Innovation Lab (JD, LLM, MSL, CS)

Teams of Law and Computer Science students work closely with partner organizations to develop a prototype technology solution to a legal-services problem. Partners include law firms, corporate legal departments, legal aid organizations, courts, legal tech companies, and information providers. The course focuses on the legal, business, technical, teamwork, design, presentation, and other innovation skills required to succeed. Technology skills are not required to do well in this course.

AI and Legal Reasoning (JD, LLM)

This course introduces students to the fundamentals of artificial intelligence and the many opportunities AI advancements present today and in the near future to automate and augment the delivery of legal services. The aim is to develop students’ understanding of cognitive computing and their ability to deconstruct law, legal reasoning, and legal practice to engineer legal processes, applications, and systems that improve access to the law and legal services for everyone, from legal aid and the consumer market to corporations and governments facing increasingly complex multinational challenges.

Law of AI and Robotics (JD, LLM)

This course explores legal, regulatory, and policy questions raised by rapid advancements in artificial intelligence and robotics. We will explore legal issues related to autonomous vehicles, drones, augmented reality, virtual reality, Internet of Things, service robots, robot policing, warfare, the automation of knowledge work, Big Data, algorithms impacting agency and liberty, and more. We will examine these issues within the context of existing law, including tort, property, copyright, war, agency, criminal, and international law, and assess the need for new laws and regulations.

Assessing AI and Computational Technologies (MSL, JD, LLM)

This course introduces students to artificial intelligence and computational technologies and equips them to identify and assess business and societal opportunities and risks. Globally, leading organizations have begun to embrace these technologies and prepare themselves to leverage future technological advances. This course aims to prepare students to contribute to the development and implementation of innovation initiatives, considering various perspectives, including that of executive, entrepreneur, technologist, regulator, and lawyer.

Introduction to Law and Digital Technologies (CS)

This course explores the legal implications of the contemporary technology landscape, including the growth of artificial intelligence, the ecosystem for creating and disseminating digital information, and the challenges of ensuring digital privacy and algorithm equity. The course aims to help students develop a broad, contextualized view of the legal and policy opportunities and challenges associated with rapid technological change. A key goal of the course is for students to acquire the skills to understand, contribute to, and shape the dialog on complex issues at the intersection of technology and law.

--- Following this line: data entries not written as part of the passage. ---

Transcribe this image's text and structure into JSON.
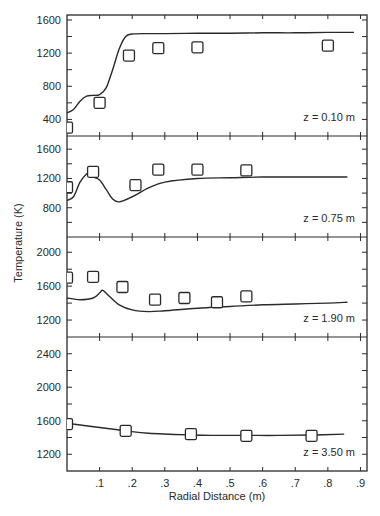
{
  "chart_data": {
    "type": "line",
    "xlabel": "Radial Distance (m)",
    "ylabel": "Temperature (K)",
    "xlim": [
      0,
      0.92
    ],
    "x_ticks": [
      0.1,
      0.2,
      0.3,
      0.4,
      0.5,
      0.6,
      0.7,
      0.8,
      0.9
    ],
    "x_tick_labels": [
      ".1",
      ".2",
      ".3",
      ".4",
      ".5",
      ".6",
      ".7",
      ".8",
      ".9"
    ],
    "grid": false,
    "legend": null,
    "panels": [
      {
        "annotation": "z = 0.10 m",
        "ylim": [
          200,
          1660
        ],
        "y_ticks": [
          400,
          800,
          1200,
          1600
        ],
        "y_tick_labels": [
          "400",
          "800",
          "1200",
          "1600"
        ],
        "line": {
          "x": [
            0.0,
            0.02,
            0.04,
            0.06,
            0.08,
            0.1,
            0.12,
            0.14,
            0.16,
            0.18,
            0.2,
            0.25,
            0.3,
            0.4,
            0.5,
            0.6,
            0.7,
            0.8,
            0.88
          ],
          "y": [
            480,
            520,
            620,
            680,
            690,
            700,
            780,
            1000,
            1250,
            1400,
            1430,
            1435,
            1435,
            1440,
            1440,
            1445,
            1445,
            1450,
            1450
          ]
        },
        "points": {
          "x": [
            0.0,
            0.1,
            0.19,
            0.28,
            0.4,
            0.8
          ],
          "y": [
            300,
            600,
            1170,
            1260,
            1270,
            1290
          ]
        }
      },
      {
        "annotation": "z = 0.75 m",
        "ylim": [
          400,
          1780
        ],
        "y_ticks": [
          800,
          1200,
          1600
        ],
        "y_tick_labels": [
          "800",
          "1200",
          "1600"
        ],
        "line": {
          "x": [
            0.0,
            0.02,
            0.04,
            0.06,
            0.07,
            0.08,
            0.1,
            0.12,
            0.14,
            0.16,
            0.2,
            0.25,
            0.3,
            0.4,
            0.5,
            0.6,
            0.7,
            0.8,
            0.86
          ],
          "y": [
            900,
            950,
            1150,
            1260,
            1270,
            1220,
            1180,
            1050,
            920,
            880,
            950,
            1070,
            1150,
            1200,
            1210,
            1220,
            1220,
            1220,
            1220
          ]
        },
        "points": {
          "x": [
            0.0,
            0.08,
            0.21,
            0.28,
            0.4,
            0.55
          ],
          "y": [
            1080,
            1290,
            1110,
            1320,
            1320,
            1310
          ]
        }
      },
      {
        "annotation": "z = 1.90 m",
        "ylim": [
          1000,
          2180
        ],
        "y_ticks": [
          1200,
          1600,
          2000
        ],
        "y_tick_labels": [
          "1200",
          "1600",
          "2000"
        ],
        "line": {
          "x": [
            0.0,
            0.04,
            0.08,
            0.1,
            0.11,
            0.13,
            0.16,
            0.2,
            0.25,
            0.3,
            0.4,
            0.5,
            0.6,
            0.7,
            0.8,
            0.86
          ],
          "y": [
            1460,
            1440,
            1460,
            1520,
            1550,
            1480,
            1380,
            1320,
            1300,
            1310,
            1340,
            1360,
            1380,
            1390,
            1400,
            1410
          ]
        },
        "points": {
          "x": [
            0.0,
            0.08,
            0.17,
            0.27,
            0.36,
            0.46,
            0.55
          ],
          "y": [
            1700,
            1710,
            1590,
            1440,
            1460,
            1410,
            1480
          ]
        }
      },
      {
        "annotation": "z = 3.50 m",
        "ylim": [
          1000,
          2600
        ],
        "y_ticks": [
          1200,
          1600,
          2000,
          2400
        ],
        "y_tick_labels": [
          "1200",
          "1600",
          "2000",
          "2400"
        ],
        "line": {
          "x": [
            0.0,
            0.1,
            0.18,
            0.25,
            0.38,
            0.45,
            0.55,
            0.65,
            0.75,
            0.85
          ],
          "y": [
            1570,
            1520,
            1480,
            1450,
            1430,
            1425,
            1425,
            1425,
            1430,
            1440
          ]
        },
        "points": {
          "x": [
            0.0,
            0.18,
            0.38,
            0.55,
            0.75
          ],
          "y": [
            1560,
            1480,
            1440,
            1420,
            1420
          ]
        }
      }
    ]
  },
  "style": {
    "ink": "#2a2a2a",
    "background": "#ffffff"
  }
}
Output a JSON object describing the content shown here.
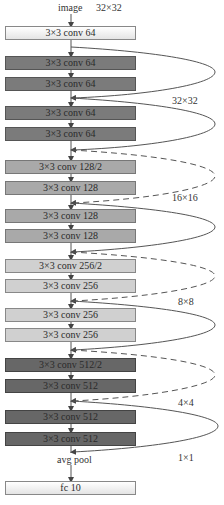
{
  "header": {
    "input_label": "image",
    "input_size": "32×32"
  },
  "layers": [
    {
      "label": "3×3  conv  64",
      "class": "c-in",
      "top": 26
    },
    {
      "label": "3×3  conv  64",
      "class": "c64",
      "top": 56
    },
    {
      "label": "3×3  conv  64",
      "class": "c64",
      "top": 77
    },
    {
      "label": "3×3  conv  64",
      "class": "c64",
      "top": 106
    },
    {
      "label": "3×3  conv  64",
      "class": "c64",
      "top": 127
    },
    {
      "label": "3×3  conv  128/2",
      "class": "c128",
      "top": 160
    },
    {
      "label": "3×3  conv  128",
      "class": "c128",
      "top": 181
    },
    {
      "label": "3×3  conv  128",
      "class": "c128",
      "top": 209
    },
    {
      "label": "3×3  conv  128",
      "class": "c128",
      "top": 229
    },
    {
      "label": "3×3  conv  256/2",
      "class": "c256",
      "top": 259
    },
    {
      "label": "3×3  conv  256",
      "class": "c256",
      "top": 279
    },
    {
      "label": "3×3  conv  256",
      "class": "c256",
      "top": 308
    },
    {
      "label": "3×3  conv  256",
      "class": "c256",
      "top": 328
    },
    {
      "label": "3×3  conv  512/2",
      "class": "c512",
      "top": 358
    },
    {
      "label": "3×3  conv  512",
      "class": "c512",
      "top": 379
    },
    {
      "label": "3×3  conv  512",
      "class": "c512",
      "top": 410
    },
    {
      "label": "3×3  conv  512",
      "class": "c512",
      "top": 432
    }
  ],
  "pool": {
    "label": "avg pool"
  },
  "fc": {
    "label": "fc 10"
  },
  "size_labels": [
    "32×32",
    "16×16",
    "8×8",
    "4×4",
    "1×1"
  ],
  "colors": {
    "conv64": "#7b7b7b",
    "conv128": "#a9a9a9",
    "conv256": "#d0d0d0",
    "conv512": "#676767",
    "line": "#555555"
  }
}
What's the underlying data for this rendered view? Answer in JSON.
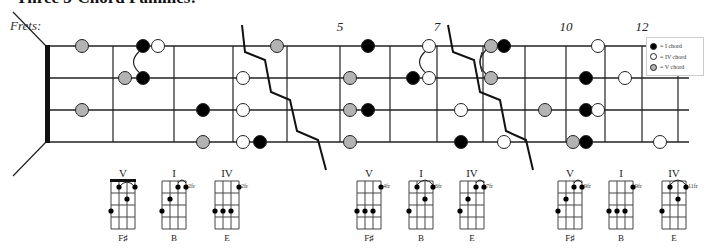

The Science of Law and Computation (CS PhD)

This advanced topics seminar explores the many parallels between the science of law and the science of computation. Both fields require understanding outcomes produced by the interpretation of written instructions, understanding when written instructions are effective, and understanding systems for producing effective written instructions. This course aims to identify fruitful avenues for research that combine legal reasoning and the principles of the rule of law with computer science technical approaches (algorithms, machine learning, programming languages, cryptography, etc).